[DATA Boundary: Start]

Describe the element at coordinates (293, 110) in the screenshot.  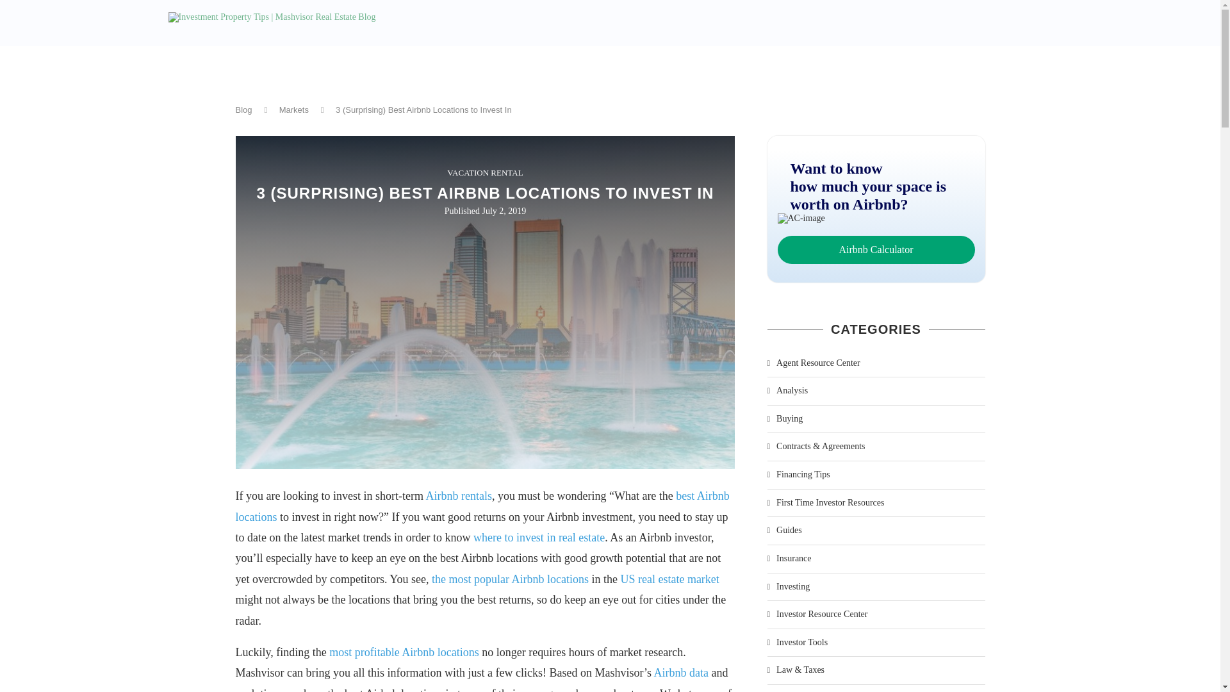
I see `Markets` at that location.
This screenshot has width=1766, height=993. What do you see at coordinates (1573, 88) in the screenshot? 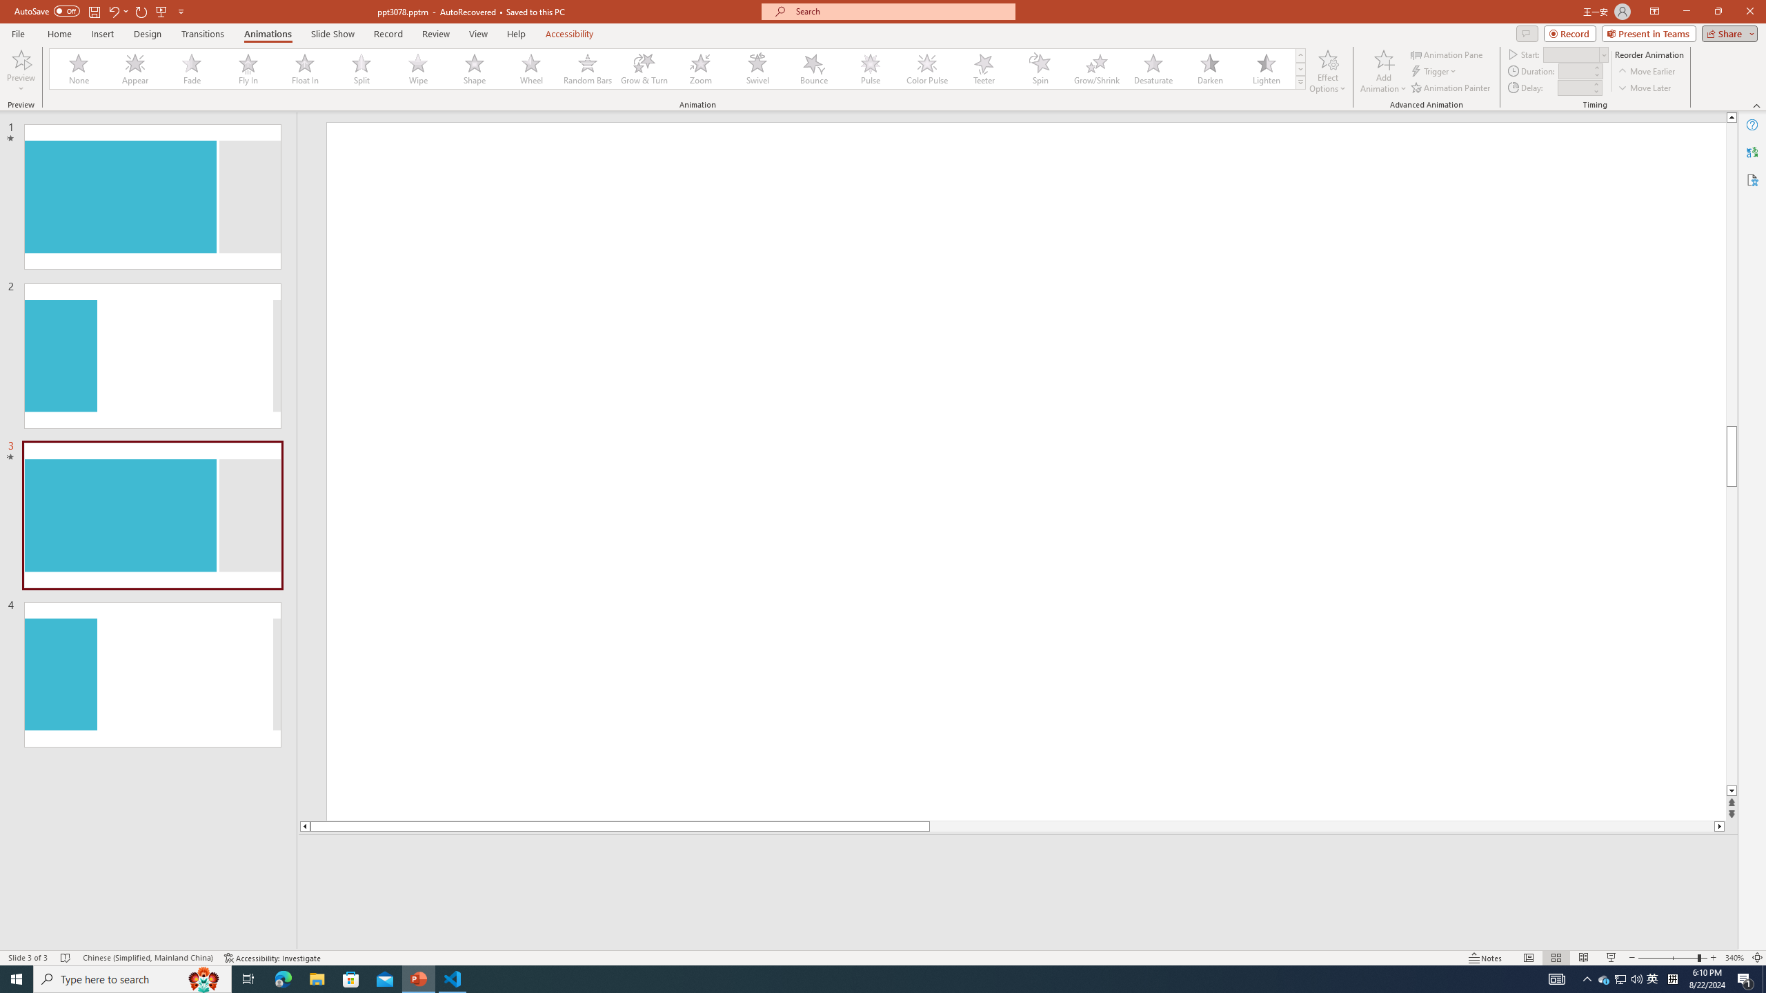
I see `Animation Delay` at bounding box center [1573, 88].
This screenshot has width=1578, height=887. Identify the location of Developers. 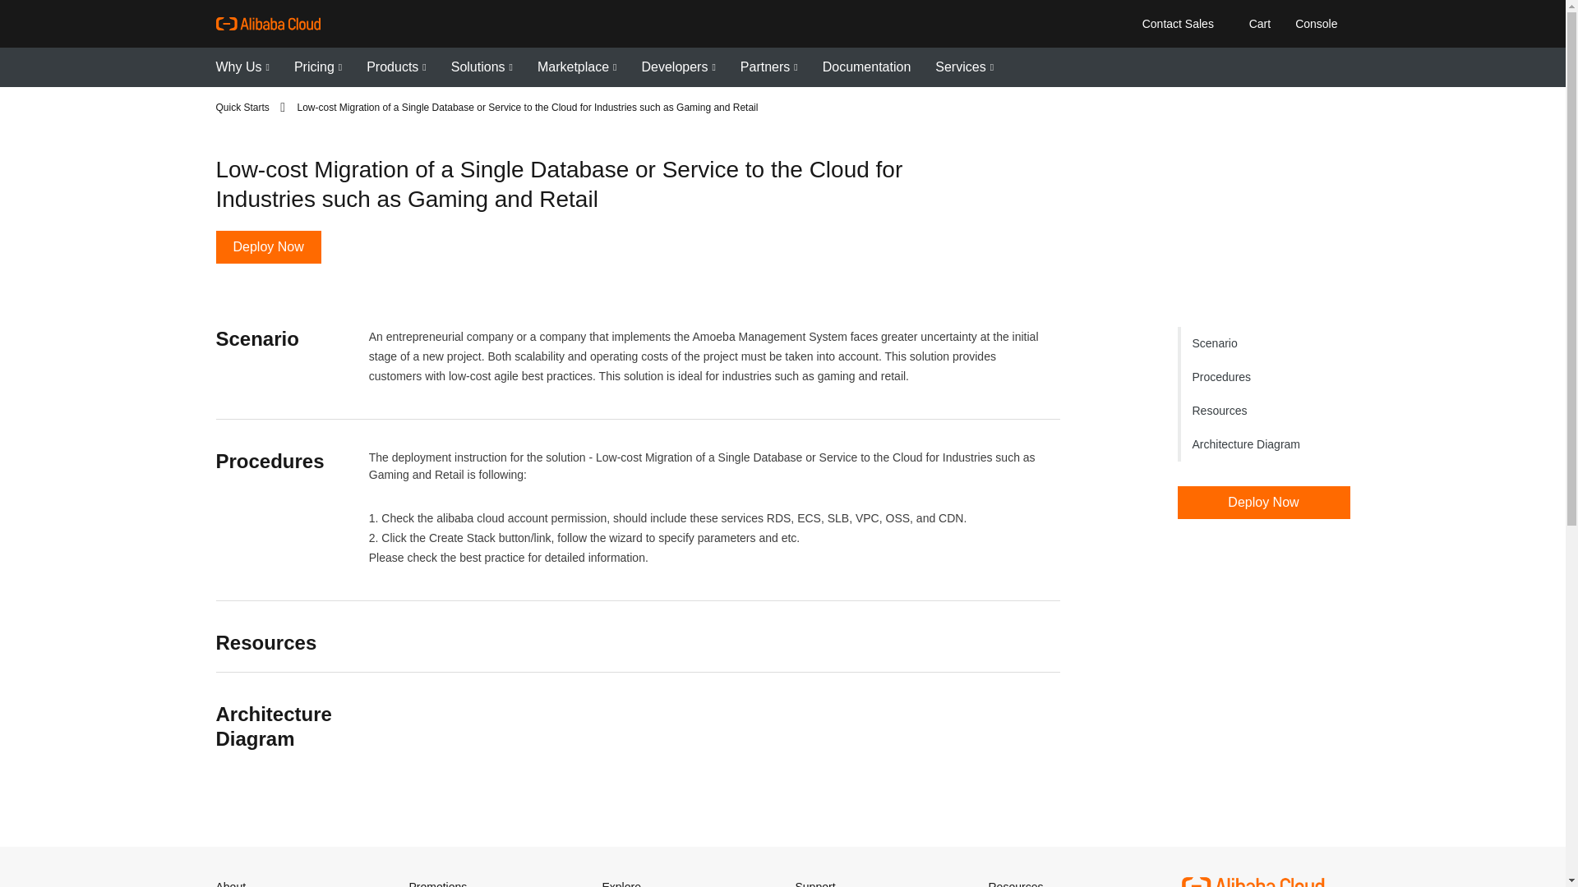
(677, 67).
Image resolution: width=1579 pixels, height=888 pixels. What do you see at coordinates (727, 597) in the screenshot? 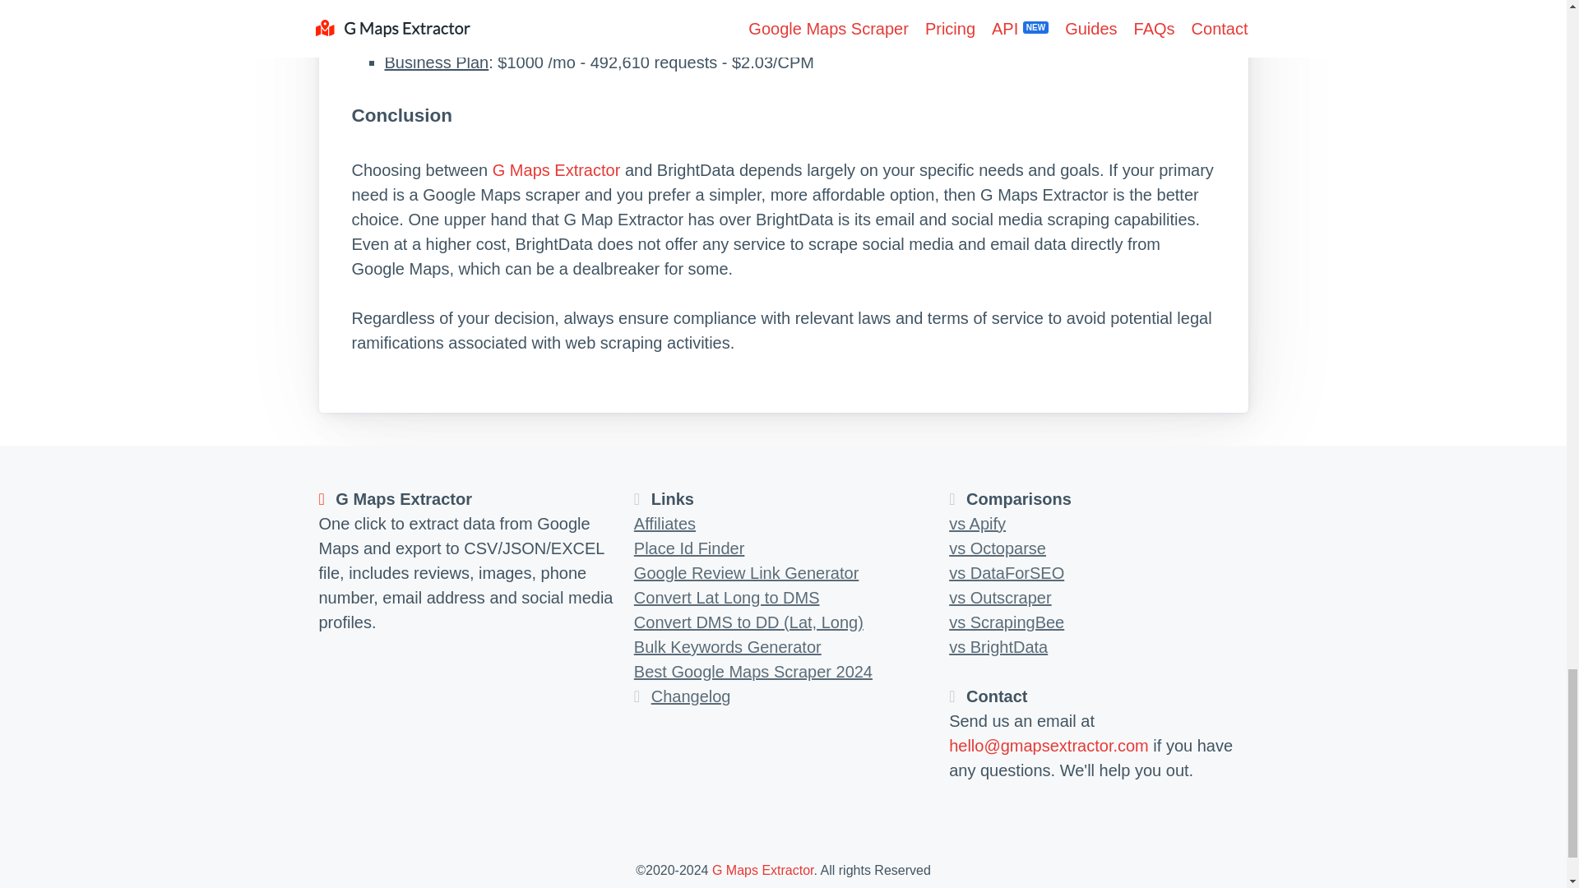
I see `Convert Lat Long to DMS` at bounding box center [727, 597].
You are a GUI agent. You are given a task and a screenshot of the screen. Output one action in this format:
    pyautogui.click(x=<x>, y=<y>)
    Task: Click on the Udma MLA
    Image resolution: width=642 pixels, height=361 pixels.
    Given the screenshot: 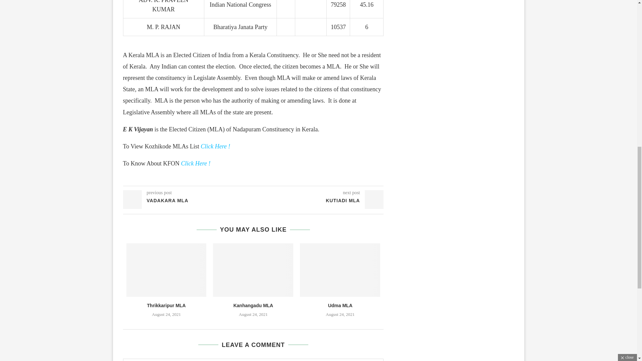 What is the action you would take?
    pyautogui.click(x=341, y=306)
    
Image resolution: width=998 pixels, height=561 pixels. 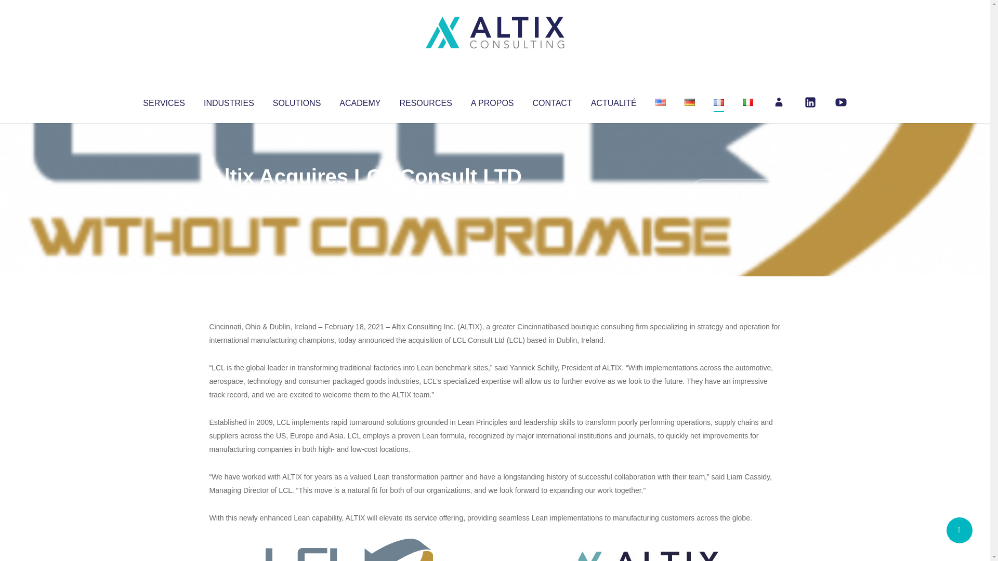 I want to click on Altix, so click(x=229, y=197).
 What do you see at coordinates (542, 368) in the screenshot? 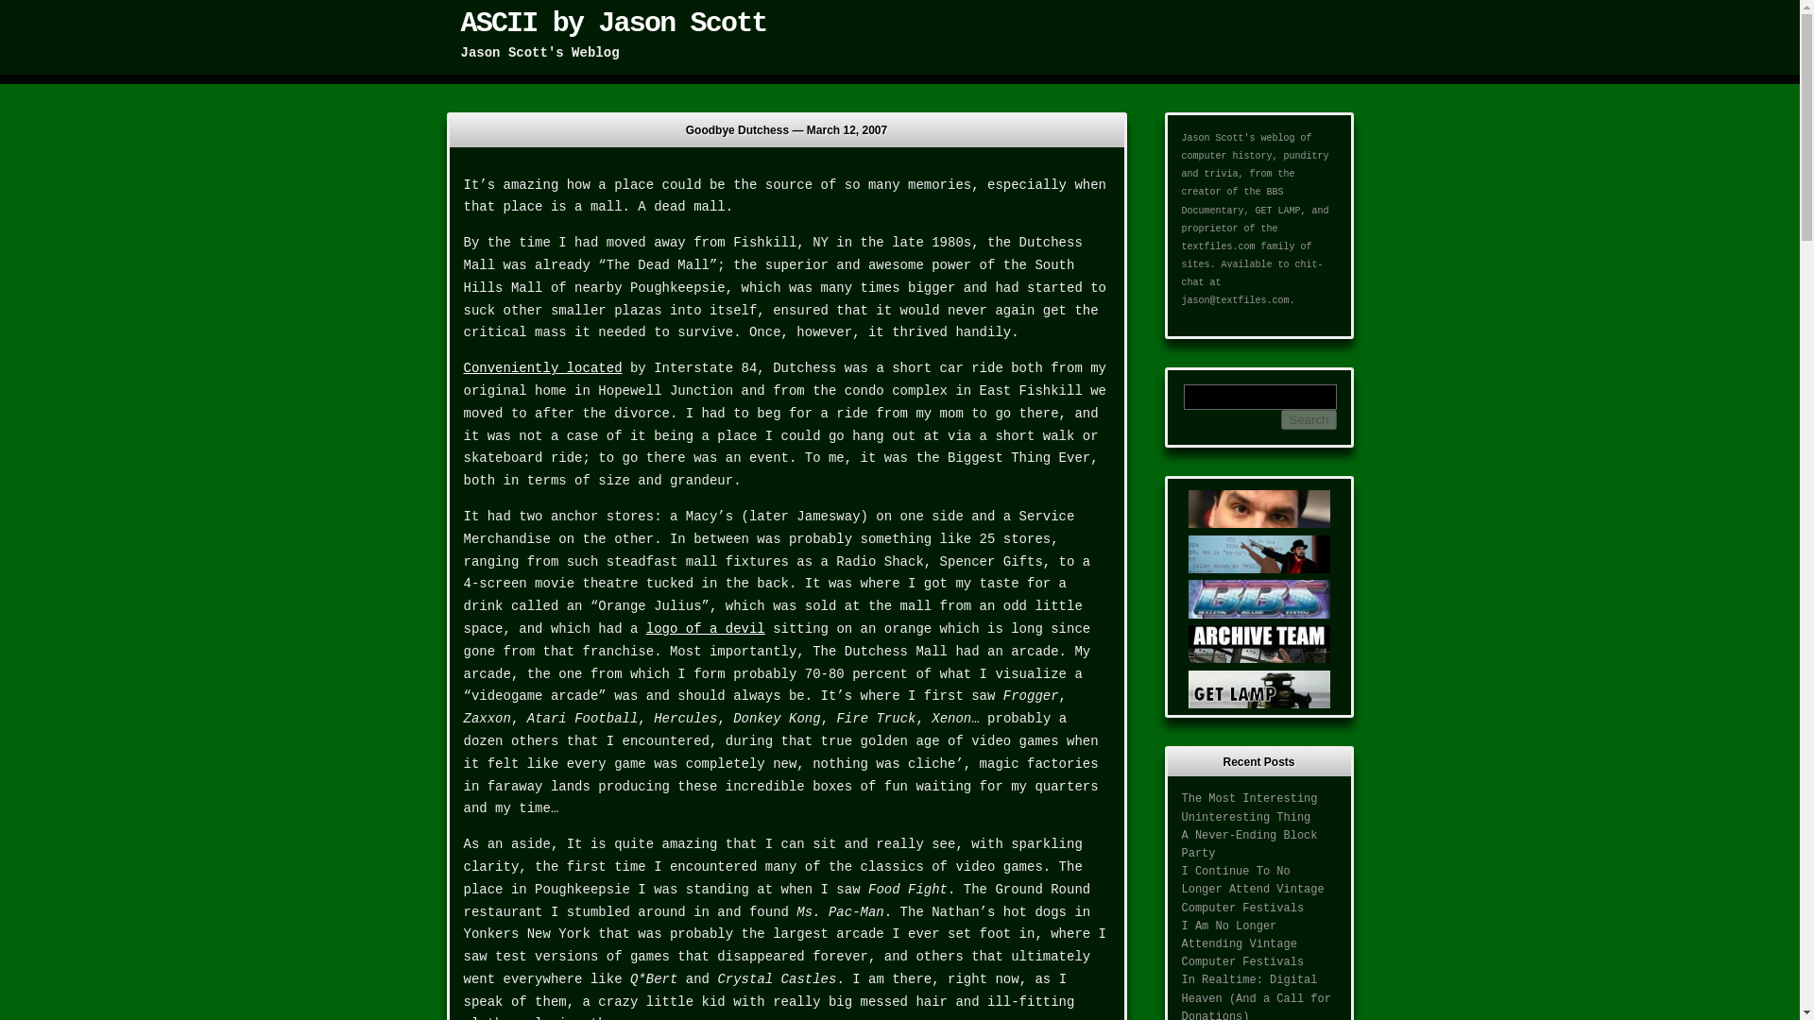
I see `Conveniently located` at bounding box center [542, 368].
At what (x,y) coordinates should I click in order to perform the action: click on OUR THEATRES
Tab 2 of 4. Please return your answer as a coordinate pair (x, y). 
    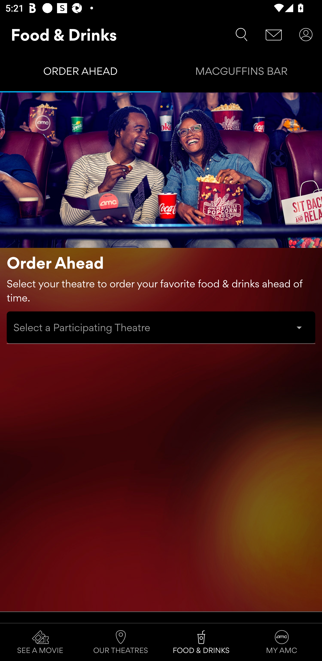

[DATA Boundary: End]

> **EXERCISE BRIEF**:
Write out, exactly as they appear, the lines from the one containing "What do you see at coordinates (542, 368)" through the end of the material above, excluding pictures.

> **ANSWER TO THIS EXERCISE**:
 What do you see at coordinates (542, 368) in the screenshot? 
I see `Conveniently located` at bounding box center [542, 368].
At what (x,y) coordinates should I click in order to perform the action: click on OUR THEATRES
Tab 2 of 4. Please return your answer as a coordinate pair (x, y). 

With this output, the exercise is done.